As we considered these relational aspects of site-specific narrative for our app, it was also clear that these aspects were not only developed between the stories of the space and the media to tell those stories, but also the increasing significance we give the stories told by those in our networks. Thus, we realized that we needed to include a social component to the app. People would want to be able to filter the stories in a site based on those left by people in their network.

Unfortunately, the StoryMarker app was never submitted to the Apple Store, in large part due to my relocation from Washington State to Maryland and Chris Simmons’ move to Japan. However, I still believe that the ideas driving the app are important in defining a significant, emerging way that our mobile devices are being used. Over the last couple of years since we designed StoryMarker, several apps have emerged with similar goals such as Broadcastr7scenes, and InsydeStory.

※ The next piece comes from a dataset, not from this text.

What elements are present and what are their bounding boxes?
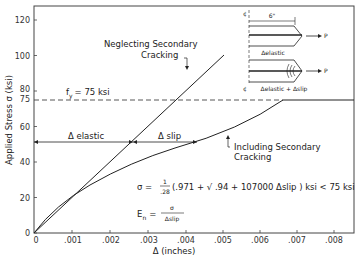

As I continue to think about this application and how it might develop and eventually launch, one thing that strikes me when I see my students’ explorations with similar apps is what I’m currently terming the “poverty of the screen” for these narratives. The most compelling site-specific mobile narratives are those that get readers to interact with material objects in a meaningful way. The entirety of the story doesn’t live strictly on the screen. Instead, the most dynamic mobile media narratives find a way to get readers to interact across the space of the screen with their immediate environment in a meaningful way. While this materiality can be enacted strictly through a digital device (a very material interface in numerous ways), this materiality needs to be compellingly highlighted in order to find a way for the narrative to move seamlessly across digital and physical spaces. This is one aspect that I continue to work through as I envision future forms that StoryMarker will take.